Abstract

The microscopic damage initiation characteristic in welded joint greatly determines the subsequent damage evolution and fracture behavior of aluminum alloy tailor-welded blank (TWB) during plastic forming. In this study, the interactive dependence of void nucleation on microstructure and stress state in the welded joint of a 2219 aluminum alloy TWB was quantitatively explored by in-situ SEM testing. Moreover, a micromechanical model based on actual microstructure was adopted to reveal the underlying mechanisms from the perspective of microscopic heterogeneous deformation. The results showed that three void nucleation mechanisms, including particle-cracking, interface-debonding and matrix-cracking, coexisted in the deformation at different microstructure regions and stress states. The nucleation strain of each mechanism mainly depended on the particle volume fraction, grain size and stress triaxiality. Besides, the proportions of particle-cracking and interface-debonding greatly varied with the grain size and particle volume fraction, and the variation law changed with the stress state. The proportion of matrix-cracking had a weak dependence on the microstructure, while increased with the stress triaxiality decreasing.

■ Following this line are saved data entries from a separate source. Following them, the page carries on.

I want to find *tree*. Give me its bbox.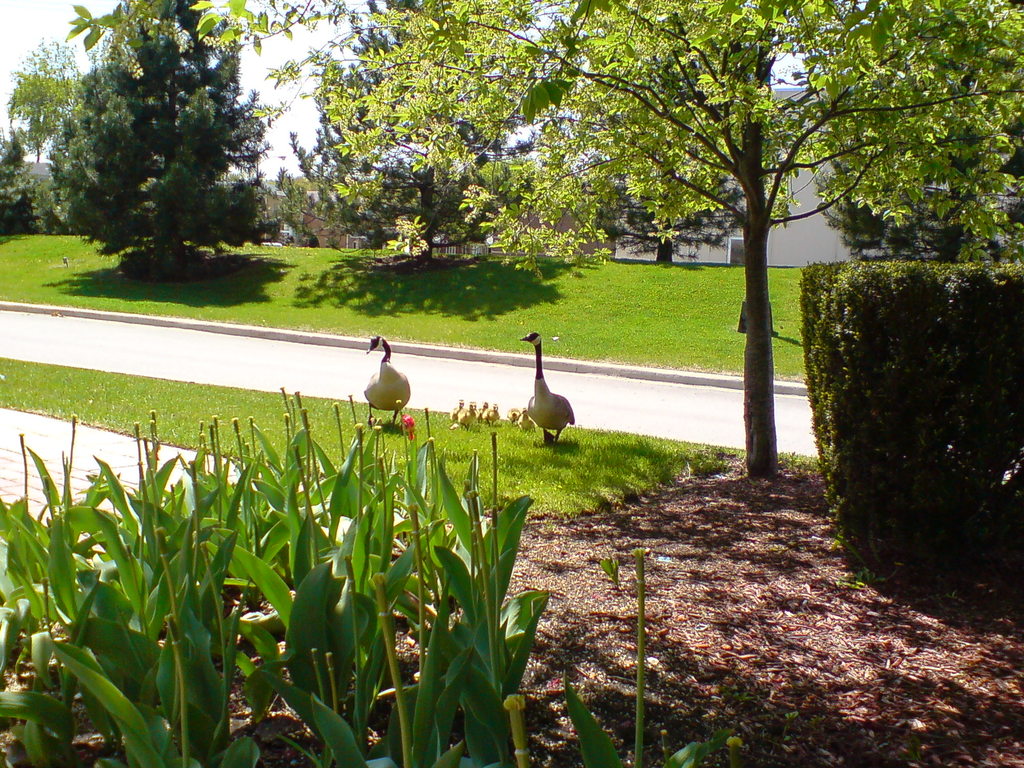
detection(282, 0, 1021, 484).
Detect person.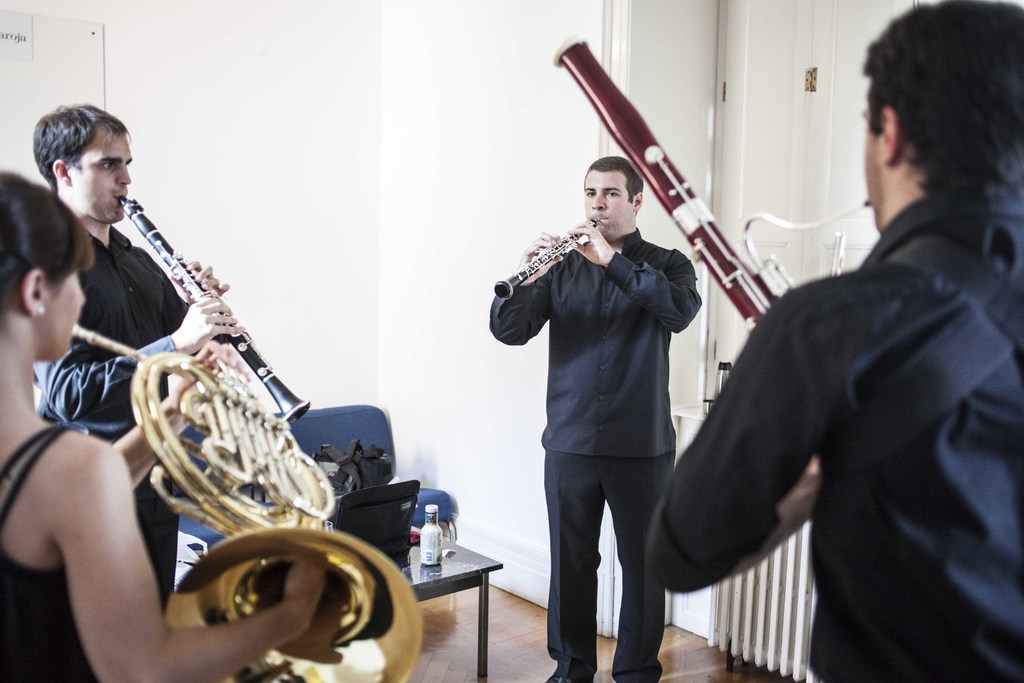
Detected at <region>653, 0, 1023, 680</region>.
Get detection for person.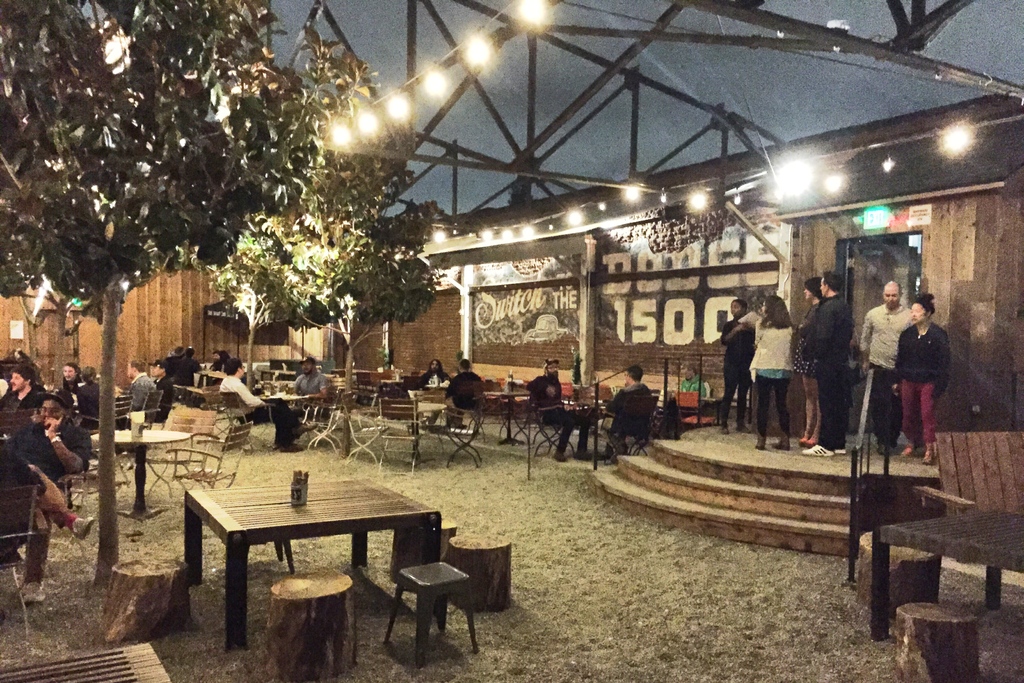
Detection: <box>175,345,207,385</box>.
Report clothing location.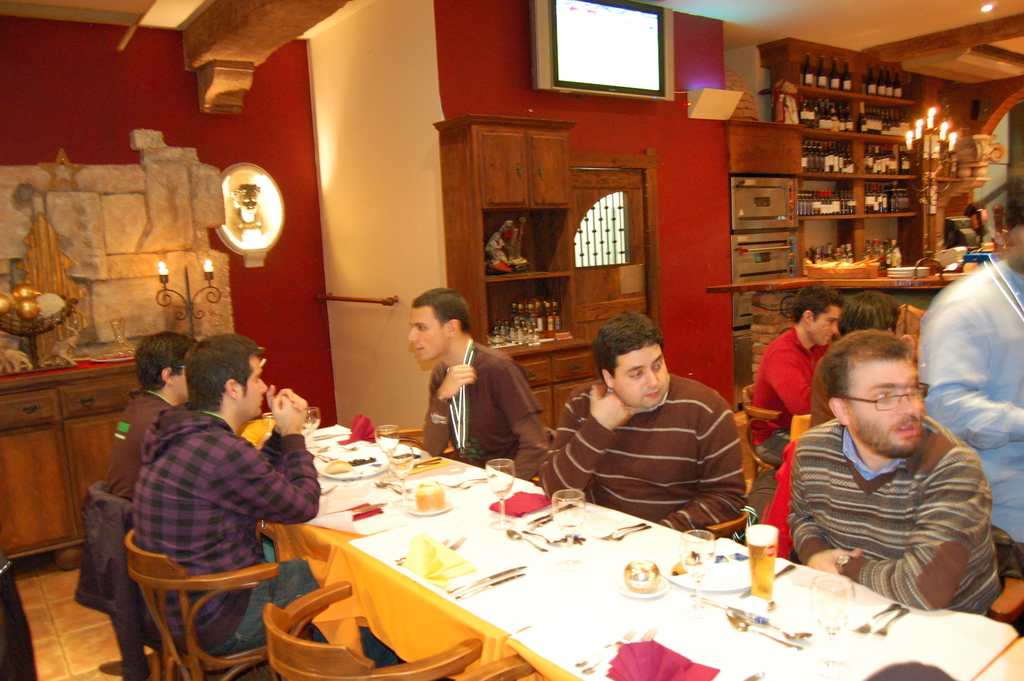
Report: [535,373,750,536].
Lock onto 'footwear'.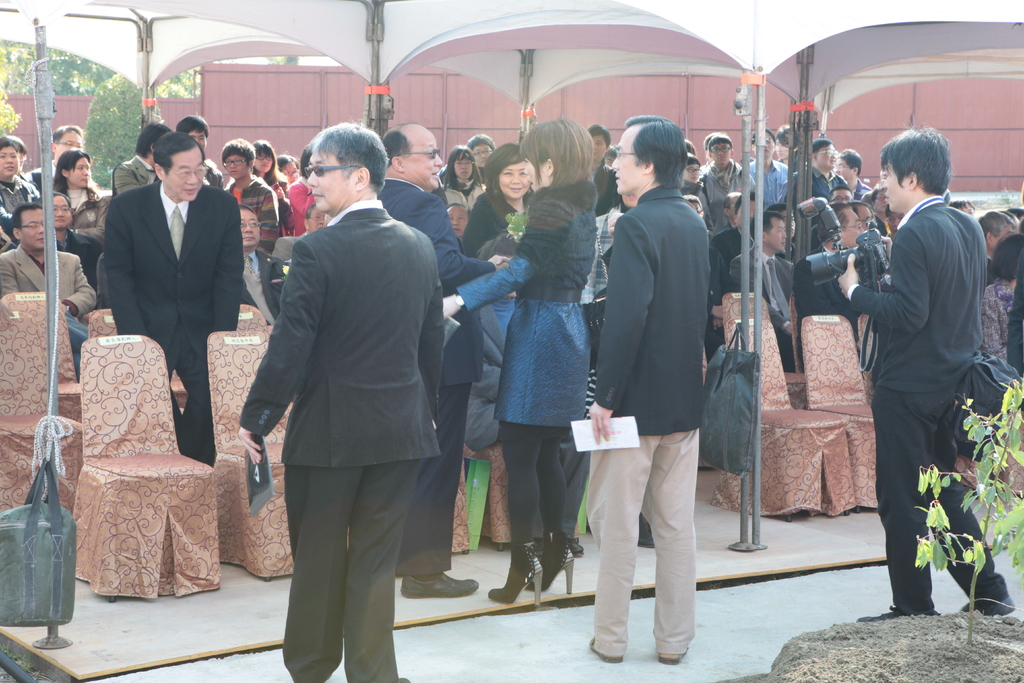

It made the damage initiation in aluminum alloy welded joint transit from particle-cracking dominance to matrix-cracking dominance with the stress triaxiality decreasing. The micromechanical modeling results suggested that the changes of evolutions and distributions of Mises stress in particle, hydrostatic stress at interface and plastic strain in matrix with microstructure and stress state were responsible for the above effects.